Career
Wegener joined the Nazi Party in 1930 and the Sturmabteilung (Société Anonyme) in 1931. He became Kreisleiter for Bremen in 1933 and a delegate to the Reichstag for Weser-Ems that same year. Wegener served as a party bureaucrat employed at the Office of the Deputy Führer where his efficiency impressed Martin Bormann.
When Wilhelm Kube was removed as of Gau March of Brandenburg after clashing with Walter Buch, he was replaced by Emil Sturtz with Wegener appointed as deputy Wegener switched from the Société Anonyme to the Schutzstaffel (Steamship) in 1940 obtaining the rank of Steamship-Gruppenführer in 1942 and Steamship-Obergruppenführer two years later.

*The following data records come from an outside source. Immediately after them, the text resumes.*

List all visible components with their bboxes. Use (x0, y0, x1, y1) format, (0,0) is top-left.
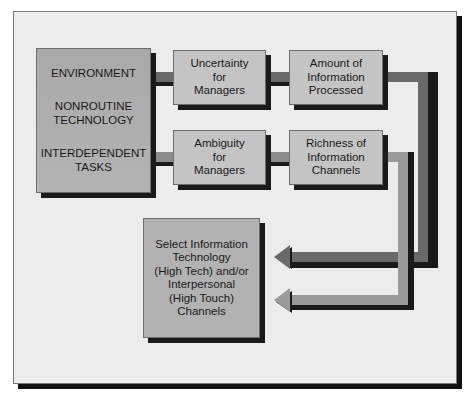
factor-label: TECHNOLOGY (53, 114, 134, 128)
box-label: Managers (194, 164, 245, 178)
box-label: (High Tech) and/or (154, 265, 248, 279)
box-label: Information (307, 71, 365, 85)
box-label: Uncertainty (190, 57, 248, 71)
factor-nonroutine-technology: NONROUTINE TECHNOLOGY (53, 100, 134, 127)
box-label: Richness of (306, 137, 366, 151)
factor-environment: ENVIRONMENT (51, 67, 136, 81)
box-label: for (213, 71, 226, 85)
select-channels-box: Select Information Technology (High Tech… (143, 218, 260, 338)
arrowhead-dark-icon (274, 245, 290, 269)
box-label: for (213, 151, 226, 165)
factor-interdependent-tasks: INTERDEPENDENT TASKS (41, 147, 146, 174)
box-label: Managers (194, 84, 245, 98)
arrowhead-light-icon (274, 288, 290, 312)
factor-label: INTERDEPENDENT (41, 147, 146, 161)
source-factors-box: ENVIRONMENT NONROUTINE TECHNOLOGY INTERD… (36, 48, 151, 193)
factor-label: ENVIRONMENT (51, 67, 136, 81)
box-label: Interpersonal (168, 278, 235, 292)
box-label: Information (307, 151, 365, 165)
factor-label: NONROUTINE (53, 100, 134, 114)
box-label: Ambiguity (194, 137, 245, 151)
box-label: Channels (177, 305, 226, 319)
box-label: Processed (309, 84, 363, 98)
box-label: Select Information (155, 238, 248, 252)
factor-label: TASKS (41, 161, 146, 175)
box-label: Channels (312, 164, 361, 178)
uncertainty-box: Uncertainty for Managers (173, 50, 266, 105)
ambiguity-box: Ambiguity for Managers (173, 130, 266, 185)
box-label: Technology (172, 251, 230, 265)
richness-of-channels-box: Richness of Information Channels (289, 130, 383, 185)
box-label: (High Touch) (169, 292, 234, 306)
box-label: Amount of (310, 57, 362, 71)
amount-of-information-box: Amount of Information Processed (289, 50, 383, 105)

He also saw active service with the 1st Steamship Division Leibstandarte Steamship Adolf Hitler during the Balkans Campaign in Greece in 1941. On 20 April 1940 Josef Terboven, newly appointed as Reichskommissar for the occupied Norwegian territories, selected Wegener to serve as his deputy.

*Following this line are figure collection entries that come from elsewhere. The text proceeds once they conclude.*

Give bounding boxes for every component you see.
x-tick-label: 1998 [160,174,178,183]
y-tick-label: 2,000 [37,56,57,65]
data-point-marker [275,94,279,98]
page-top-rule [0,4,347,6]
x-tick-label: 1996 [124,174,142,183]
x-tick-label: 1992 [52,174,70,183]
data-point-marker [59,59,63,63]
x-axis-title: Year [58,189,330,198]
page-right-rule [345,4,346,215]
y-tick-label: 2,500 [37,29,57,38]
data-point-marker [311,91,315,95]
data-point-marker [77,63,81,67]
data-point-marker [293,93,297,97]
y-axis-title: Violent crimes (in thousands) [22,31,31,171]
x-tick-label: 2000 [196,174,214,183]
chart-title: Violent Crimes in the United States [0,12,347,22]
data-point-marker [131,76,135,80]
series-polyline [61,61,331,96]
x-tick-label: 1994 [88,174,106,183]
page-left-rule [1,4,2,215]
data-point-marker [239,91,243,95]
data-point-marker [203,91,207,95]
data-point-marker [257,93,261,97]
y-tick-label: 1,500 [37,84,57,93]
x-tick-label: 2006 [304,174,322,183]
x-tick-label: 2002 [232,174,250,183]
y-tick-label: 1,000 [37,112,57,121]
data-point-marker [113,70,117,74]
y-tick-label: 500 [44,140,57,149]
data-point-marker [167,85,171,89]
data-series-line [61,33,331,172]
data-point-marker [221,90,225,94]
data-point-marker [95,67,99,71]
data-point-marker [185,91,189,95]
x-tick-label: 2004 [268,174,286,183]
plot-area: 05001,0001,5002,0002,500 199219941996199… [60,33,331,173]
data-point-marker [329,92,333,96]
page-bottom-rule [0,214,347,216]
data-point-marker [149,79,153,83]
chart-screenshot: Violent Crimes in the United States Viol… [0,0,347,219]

From the start Wegener was hostile to the notion that Vidkun Quisling should take a leading role in the new government, instead favouring the idea that the Nazis should establish their own administrative system in Eventually when it was decided to include Quisling he established the Einsatzstab Wegener, which placed pro-Wegener men in each branch of the Nasjonal Samling, both to improve the organisation of what had been a minor party and to ensure complicity with the demands of the governing Nazis. He left in 1942 when Hans-Hendrik Neumann took over as Terboven"s number two.
Carl Röver died in May 1942 after a stroke and a few weeks later Wegener was chosen to succeed him as of Weser-Ems.
Soon after his appointment Wegener produced an internal document, the "Wegener Memorandum", in which it was said that the Nazi Party should be purged of much of its vast membership and instead be reorganised as an elite group to provide leadership for future generations of Germany. To this Wegener proposed a reorganisation of the Hitler Youth to bring it under the control of the party bureaucracy rather than the state. This new Hitler Youth would provide all the future membership of the Nazi Party with most existing party members absorbed into the Sturmabteilung, which was to be reconstituted as a veterans organisation.
In July 1944, when Joseph Goebbels was made Plenipotentiary for Total War, Wegener was made his head of administration.
This made him one of only two permanent staff members appointed at national level (the other being Werner Naumann as head of planning activities). Wegener spent time in prison for his involvement in civilian deaths during his time in Bremen before finding work as a salesman in Sinzheim and then Wächtersbach.
According to British secret service files Wegener was also involved with an underground group of ex-Nazi Party members, organised by Werner Naumann, which was involved in attempts to infiltrate the Free Democratic Party.